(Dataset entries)
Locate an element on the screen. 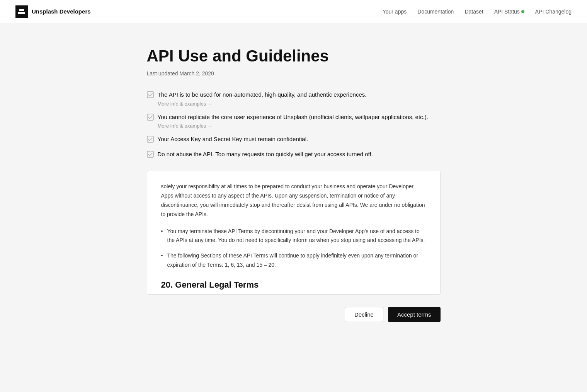 This screenshot has width=587, height=392. guideline-text-3: Your Access Key and Secret Key must rema… is located at coordinates (233, 139).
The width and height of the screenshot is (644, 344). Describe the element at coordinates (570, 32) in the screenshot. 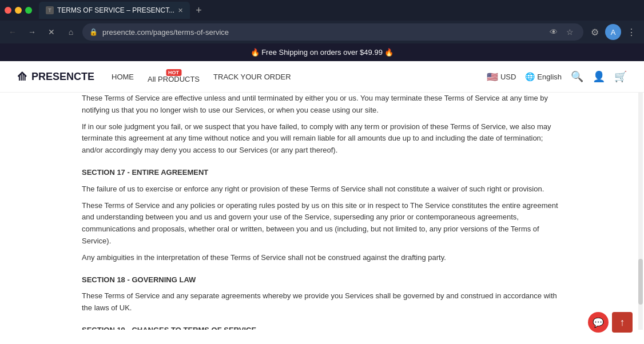

I see `star-icon: ☆` at that location.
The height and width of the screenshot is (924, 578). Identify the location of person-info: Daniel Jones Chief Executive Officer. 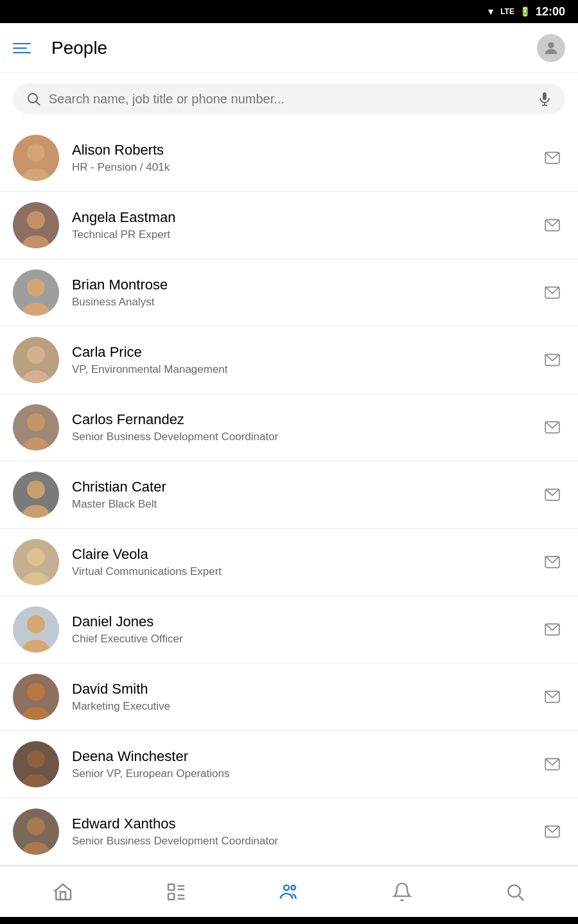
(306, 629).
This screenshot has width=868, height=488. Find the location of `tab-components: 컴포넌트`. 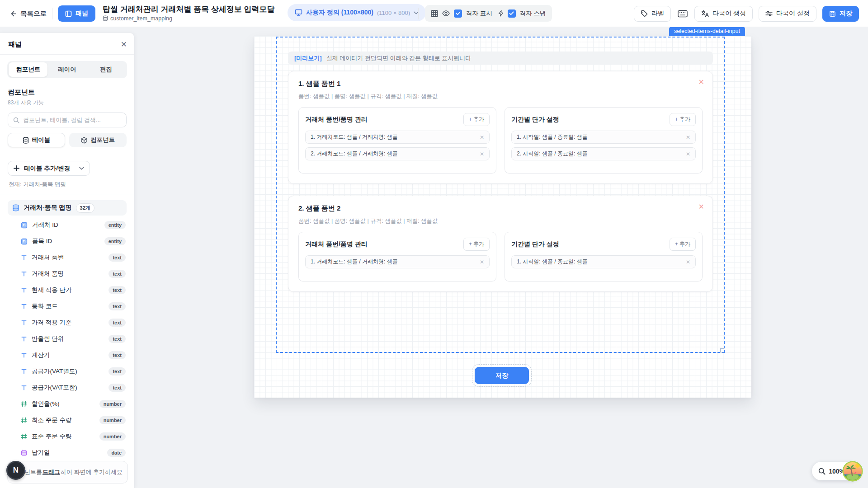

tab-components: 컴포넌트 is located at coordinates (28, 70).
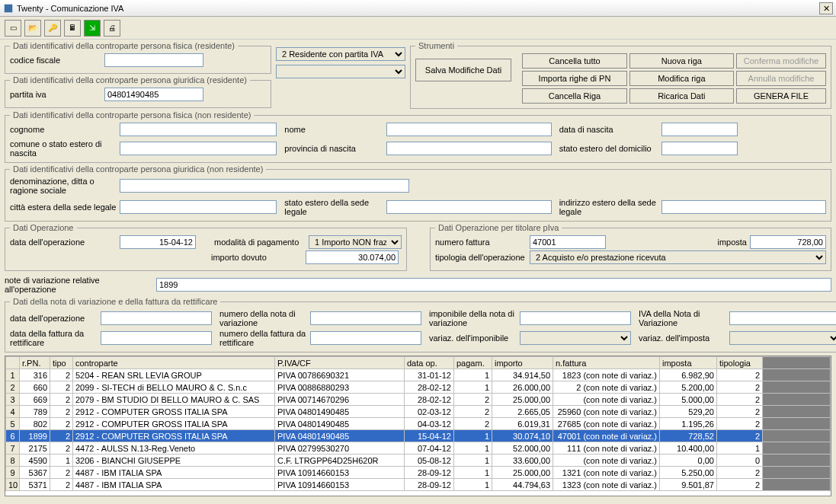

Assignment
The copy must begin at the line containing "The height and" and end at the last line of the data above, with every line retyped exactly and no pictures included.

Answer box
The height and width of the screenshot is (924, 578). Identify the location of person-info: Daniel Jones Chief Executive Officer. 
(306, 629).
This screenshot has width=868, height=488. Find the location of `tab-components: 컴포넌트`. 

tab-components: 컴포넌트 is located at coordinates (28, 70).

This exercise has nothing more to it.